I have warped with colors to create a stripe or plaid. What was used for the warp to make the stripe show and disappear in this fabric?

 

Green scarf fabricScarf fringe to see warp

 

Comments

Queezle

My guess is that the stripe is muted because of your sett.

danteen (not verified)

It looks like you wove with chenille.  When wet finished, the fluffy parts of the chenille yarn intermingle and sort of cover each other over.

Also, if you threaded only one end for a stripe, it would only show every other pick in plain weave like a row of dots.  If you want a solid line you need two ends to a stripe.  It is hard to see the details of your dark fabric, though it looks luscious.

Teena Tuenge

SusanBH

What a beautiful textile this is! It's even woven and the selvedges look perfect.  Is it a scarf?  Like TeenaI also wondered if the nap of the chenille obscures the strips.  Do you suppose if the stripes were significantly different in value from the body of the textile they would stand out more?

10ashus

This was not a fabric I wove. I was curious how it was done because I wanted that effect. I wish I could weave that well.

Goal: use the weft to create a peek-a-boo effect for the warp. Now you see the accent colors; now you don't. 

Queezle's idea about chenille, with it's varied thickness, is good.

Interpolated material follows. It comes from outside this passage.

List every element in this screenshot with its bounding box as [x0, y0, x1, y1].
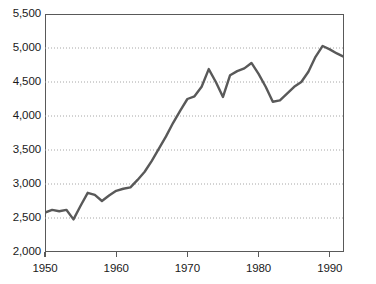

I have not worked with Wool yet. I did read you can get different looks by how gentle or rough you treat it during the wet finish process.

10ashus

I saw a similar fabric in The Weaver's Idea Book (page 20). Warp was several deep colors of 5/2 pearl cotton in a 12 dent reed. The weft, a heavier weight wool, was used to mute the colors. The weft color appeared to be natural (a soft white).

I thought the heavier weft would dominate. It does not. Warp and weft colors are dominant at random.